Case Studies
Case studies from the FAACT project.
Case Studies from the FAACT project.
Case studies from the FAACT project.
Case Studies from the FAACT project.
Understand students’ fraction concepts through interview tasks. Includes tasks and guide to record student thinking.
Understand students’ fraction concepts through interview tasks. Includes tasks and guide to record student thinking.
Documenting how students with learning disabilities (LD) initially conceive of fractional quantities, and how their understandings may align with or differ from students with mathematics difficulties, is necessary to guide development of assessments and interventions that attach to unique ways of thinking or inherent difficulties these students may face understanding fraction concepts. One way to characterize such conceptions is through the creation of a framework that depicts key understandings evidenced as students work with problematic situations.
This study extends current literature by presenting key understandings of fractions, documented through problem-solving activity, language, representations, and operations, evidenced by students with LD and mathematics difficulties as they engaged with equal sharing problems.
Lynch, S., Hunt, J.H., & Lewis, K. (2018). Productive struggle for all: Differentiated instruction. Mathematics Teaching in the Middle School, 24(4), 194-201.
This article looks at strategies that create access while maintaining the cognitive demand of a mathematics task.
Lambert, R., Tan, P., Hunt, J. H., & Candella, A. (2018). Re-humanizing the mathematics education of students with disabilities: Critical perspectives on research and practice. Investigations in Mathematics Learning, 10(3), 129-132.
This editorial is part of a special issue of Investigations in Mathematics Learning Critical Approaches that was inspired by a Disability in Mathematics Education working group.
Anticipating and responding to learner variability can make using talk moves complex. The authors fuse Universal Design for Learning (UDL), differentiation, and talk moves into three key planning and pedagogy considerations.
Hunt, J. H., MacDonald, B., Lambert, R., Sugita, T., & Silva, J. (2018). Think, pair, show, share to increase classroom discourse. Teaching Children Mathematics (Focus Issue-Invited contribution), 25(2), 80-84.
The authors fuse Universal Design for Learning (UDL), differentiation, and talk moves into three key planning and pedagogy considerations.
This study sheds light on three teaching competencies: Pre-service teachers’ (PSTs’) professional noticing of student mathematical reasoning and strategies, their ability to assess the validity of student reasoning and strategies, and to select student strategy for class discussion. Our results reveal that PSTs with strong awareness of mathematically significant aspects of student reasoning and strategies (focused noticing) were better positioned to assess the validity of student reasoning and strategies.
This study sheds light on three teaching competencies: Pre-service teachers’ (PSTs’) professional noticing of student mathematical reasoning and strategies, their ability to assess the validity of student reasoning and strategies, and to select student strategy for class discussion.
Eight middle school mathematics teachers’ perceptions and uses of curriculum materials and the Common Core State Standards for Mathematics (CCSSM) were investigated.
In this study we investigate the teaching of the associative property in a natural classroom setting through observation of classroom video of several elementary math classes in a large urban school district. Findings indicate that the associative property was often conflated with the commutative property during teaching. The role of the associative property in many computational tasks remained fully implicit, even after the property had been formally introduced.
In this study we investigate the teaching of the associative property in a natural classroom setting through observation of classroom video of several elementary math classes in a large urban school district.
This article focuses on the career paths in higher education taken by 351 doctoral graduates in mathematics education and provides insight into their career path and their resulting workload. Because some of the sample is drawn from graduates of programs with NSF funding related to doctoral preparation, it represents a best-case scenario of doctoral preparation experiences.
This article focuses on the career paths in higher education taken by 351 doctoral graduates in mathematics education and provides insight into their career path and their resulting workload.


● What the exercise asks
Your answer should hold every line of the records below that contains the string "with".

Start of Block

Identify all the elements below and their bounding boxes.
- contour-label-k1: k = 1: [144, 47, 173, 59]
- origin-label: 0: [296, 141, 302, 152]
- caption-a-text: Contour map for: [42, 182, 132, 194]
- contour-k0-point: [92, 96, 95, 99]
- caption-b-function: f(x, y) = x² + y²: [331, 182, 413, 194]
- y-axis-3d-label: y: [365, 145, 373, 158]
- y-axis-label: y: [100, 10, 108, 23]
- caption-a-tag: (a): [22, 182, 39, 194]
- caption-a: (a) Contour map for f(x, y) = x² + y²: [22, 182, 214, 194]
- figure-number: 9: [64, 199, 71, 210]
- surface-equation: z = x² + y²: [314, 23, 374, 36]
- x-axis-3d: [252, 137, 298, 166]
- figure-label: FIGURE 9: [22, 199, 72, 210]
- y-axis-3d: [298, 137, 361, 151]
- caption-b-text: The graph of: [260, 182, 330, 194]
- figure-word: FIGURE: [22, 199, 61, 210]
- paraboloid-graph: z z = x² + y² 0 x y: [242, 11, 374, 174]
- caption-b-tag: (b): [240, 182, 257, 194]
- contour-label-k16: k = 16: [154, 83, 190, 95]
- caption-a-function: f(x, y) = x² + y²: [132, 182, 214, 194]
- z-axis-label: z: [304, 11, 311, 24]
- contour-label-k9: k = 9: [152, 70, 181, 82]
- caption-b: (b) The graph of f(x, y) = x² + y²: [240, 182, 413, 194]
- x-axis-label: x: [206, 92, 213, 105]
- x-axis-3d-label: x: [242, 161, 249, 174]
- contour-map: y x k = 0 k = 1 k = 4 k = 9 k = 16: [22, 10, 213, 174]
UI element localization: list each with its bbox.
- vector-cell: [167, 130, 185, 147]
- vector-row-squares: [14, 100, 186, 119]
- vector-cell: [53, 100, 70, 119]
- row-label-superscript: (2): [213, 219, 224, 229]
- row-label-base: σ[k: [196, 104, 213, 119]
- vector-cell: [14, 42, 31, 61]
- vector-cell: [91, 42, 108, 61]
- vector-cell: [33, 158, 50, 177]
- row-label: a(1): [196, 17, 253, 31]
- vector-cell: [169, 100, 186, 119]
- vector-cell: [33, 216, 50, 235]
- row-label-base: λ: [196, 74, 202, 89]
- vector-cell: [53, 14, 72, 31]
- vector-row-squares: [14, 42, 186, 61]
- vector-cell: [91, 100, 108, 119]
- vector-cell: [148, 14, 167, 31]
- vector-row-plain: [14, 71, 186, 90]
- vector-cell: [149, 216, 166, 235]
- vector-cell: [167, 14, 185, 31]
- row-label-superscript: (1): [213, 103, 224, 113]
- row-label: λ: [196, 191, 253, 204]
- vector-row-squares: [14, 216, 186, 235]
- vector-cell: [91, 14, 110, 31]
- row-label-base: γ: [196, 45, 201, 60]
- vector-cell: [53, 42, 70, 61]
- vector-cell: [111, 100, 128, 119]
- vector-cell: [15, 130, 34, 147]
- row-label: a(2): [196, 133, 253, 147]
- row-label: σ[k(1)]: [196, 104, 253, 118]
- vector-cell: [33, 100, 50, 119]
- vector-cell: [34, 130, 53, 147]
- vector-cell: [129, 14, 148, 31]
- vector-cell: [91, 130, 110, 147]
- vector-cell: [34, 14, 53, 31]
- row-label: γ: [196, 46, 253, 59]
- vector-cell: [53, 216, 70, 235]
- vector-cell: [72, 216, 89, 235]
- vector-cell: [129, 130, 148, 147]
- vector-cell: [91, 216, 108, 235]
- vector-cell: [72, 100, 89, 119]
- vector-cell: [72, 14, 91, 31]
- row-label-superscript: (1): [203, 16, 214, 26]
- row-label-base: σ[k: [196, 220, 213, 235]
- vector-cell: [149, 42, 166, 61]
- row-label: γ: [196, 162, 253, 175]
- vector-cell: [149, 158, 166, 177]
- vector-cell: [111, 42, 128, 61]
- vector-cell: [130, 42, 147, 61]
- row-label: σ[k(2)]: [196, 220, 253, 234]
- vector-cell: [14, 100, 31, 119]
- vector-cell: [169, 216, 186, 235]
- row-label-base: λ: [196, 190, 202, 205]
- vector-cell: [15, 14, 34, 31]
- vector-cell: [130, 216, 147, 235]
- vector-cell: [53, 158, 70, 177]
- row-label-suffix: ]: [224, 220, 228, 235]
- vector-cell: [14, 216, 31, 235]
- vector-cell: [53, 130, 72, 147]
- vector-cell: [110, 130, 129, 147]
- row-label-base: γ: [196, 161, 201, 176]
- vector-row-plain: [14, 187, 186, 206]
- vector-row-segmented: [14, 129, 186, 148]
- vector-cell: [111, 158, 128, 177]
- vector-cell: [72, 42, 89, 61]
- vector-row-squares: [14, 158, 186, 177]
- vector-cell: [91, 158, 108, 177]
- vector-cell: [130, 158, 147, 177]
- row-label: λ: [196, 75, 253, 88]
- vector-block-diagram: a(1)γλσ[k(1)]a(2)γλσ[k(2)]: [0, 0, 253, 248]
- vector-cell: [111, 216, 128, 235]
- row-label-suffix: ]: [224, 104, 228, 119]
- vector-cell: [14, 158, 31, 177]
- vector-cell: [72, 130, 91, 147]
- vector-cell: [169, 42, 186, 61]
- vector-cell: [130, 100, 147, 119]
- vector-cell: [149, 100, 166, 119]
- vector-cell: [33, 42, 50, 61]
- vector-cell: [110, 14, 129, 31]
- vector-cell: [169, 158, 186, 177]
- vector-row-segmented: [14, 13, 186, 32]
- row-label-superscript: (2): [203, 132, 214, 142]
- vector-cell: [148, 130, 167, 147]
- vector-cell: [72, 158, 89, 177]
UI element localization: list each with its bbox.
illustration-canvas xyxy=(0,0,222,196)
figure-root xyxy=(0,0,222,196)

End of Block
Start of Block

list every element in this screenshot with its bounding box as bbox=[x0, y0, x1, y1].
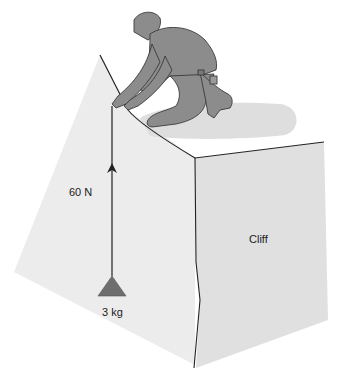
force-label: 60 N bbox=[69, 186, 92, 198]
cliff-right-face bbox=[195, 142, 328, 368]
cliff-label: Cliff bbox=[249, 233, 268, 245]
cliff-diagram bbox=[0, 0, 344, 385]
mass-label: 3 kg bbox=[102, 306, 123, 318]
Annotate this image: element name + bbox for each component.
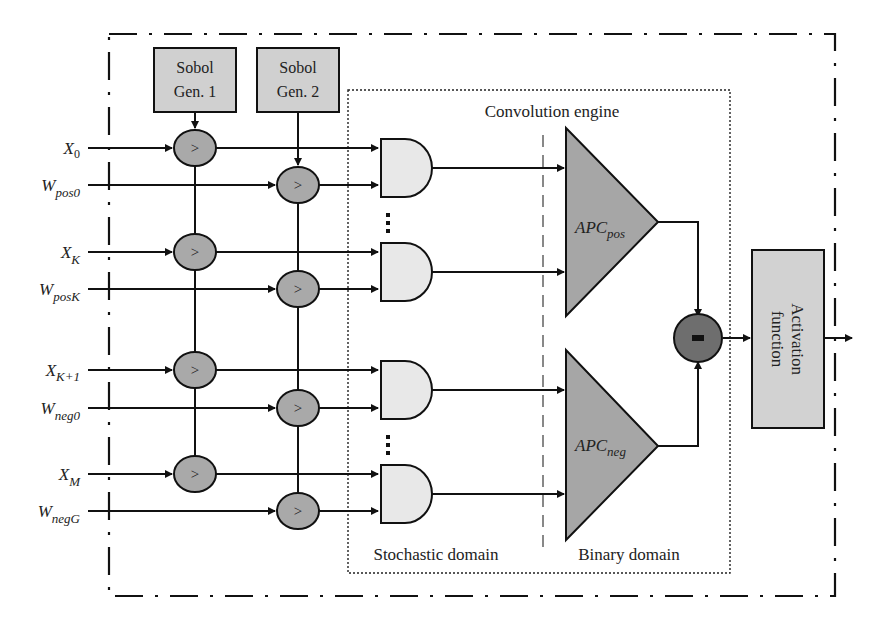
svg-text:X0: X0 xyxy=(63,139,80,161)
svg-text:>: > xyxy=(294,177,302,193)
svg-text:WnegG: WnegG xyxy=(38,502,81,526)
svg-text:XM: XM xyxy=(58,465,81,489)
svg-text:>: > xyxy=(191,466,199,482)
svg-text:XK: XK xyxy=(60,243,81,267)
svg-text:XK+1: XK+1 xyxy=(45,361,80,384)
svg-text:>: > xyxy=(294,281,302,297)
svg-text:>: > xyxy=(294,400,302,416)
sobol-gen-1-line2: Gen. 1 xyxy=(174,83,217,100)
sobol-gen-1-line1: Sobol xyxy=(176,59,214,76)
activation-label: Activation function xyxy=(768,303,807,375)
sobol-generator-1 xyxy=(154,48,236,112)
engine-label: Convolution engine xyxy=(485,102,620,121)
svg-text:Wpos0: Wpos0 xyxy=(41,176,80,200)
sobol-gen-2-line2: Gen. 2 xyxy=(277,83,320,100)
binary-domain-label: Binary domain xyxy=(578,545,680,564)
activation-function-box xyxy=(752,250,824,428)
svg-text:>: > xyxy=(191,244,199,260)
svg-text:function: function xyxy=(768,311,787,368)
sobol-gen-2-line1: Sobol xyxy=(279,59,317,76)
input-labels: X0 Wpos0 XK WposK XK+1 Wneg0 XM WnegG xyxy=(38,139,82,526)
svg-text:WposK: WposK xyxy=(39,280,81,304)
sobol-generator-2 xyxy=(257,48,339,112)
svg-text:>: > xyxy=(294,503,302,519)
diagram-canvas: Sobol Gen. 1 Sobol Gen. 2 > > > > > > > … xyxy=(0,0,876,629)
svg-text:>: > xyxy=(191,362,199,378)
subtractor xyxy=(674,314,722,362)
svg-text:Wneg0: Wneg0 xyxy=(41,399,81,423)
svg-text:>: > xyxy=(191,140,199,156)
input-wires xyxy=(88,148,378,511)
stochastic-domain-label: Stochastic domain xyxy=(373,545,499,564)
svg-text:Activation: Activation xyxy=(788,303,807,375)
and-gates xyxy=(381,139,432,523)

End of Block
Start of Block

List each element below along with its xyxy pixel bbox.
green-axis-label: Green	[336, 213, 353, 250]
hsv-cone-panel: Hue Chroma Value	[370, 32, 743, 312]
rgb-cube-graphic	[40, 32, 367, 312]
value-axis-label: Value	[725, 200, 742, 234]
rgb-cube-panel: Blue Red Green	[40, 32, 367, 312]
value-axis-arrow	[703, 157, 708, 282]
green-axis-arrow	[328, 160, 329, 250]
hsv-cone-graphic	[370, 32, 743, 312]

End of Block

● Your solution
UI element localization: list each with its bbox.
UI element localization: list each with its bbox.
list every element in this screenshot with its bounding box as bbox=[x0, y0, x1, y1].
List each element below along with its xyxy pixel bbox.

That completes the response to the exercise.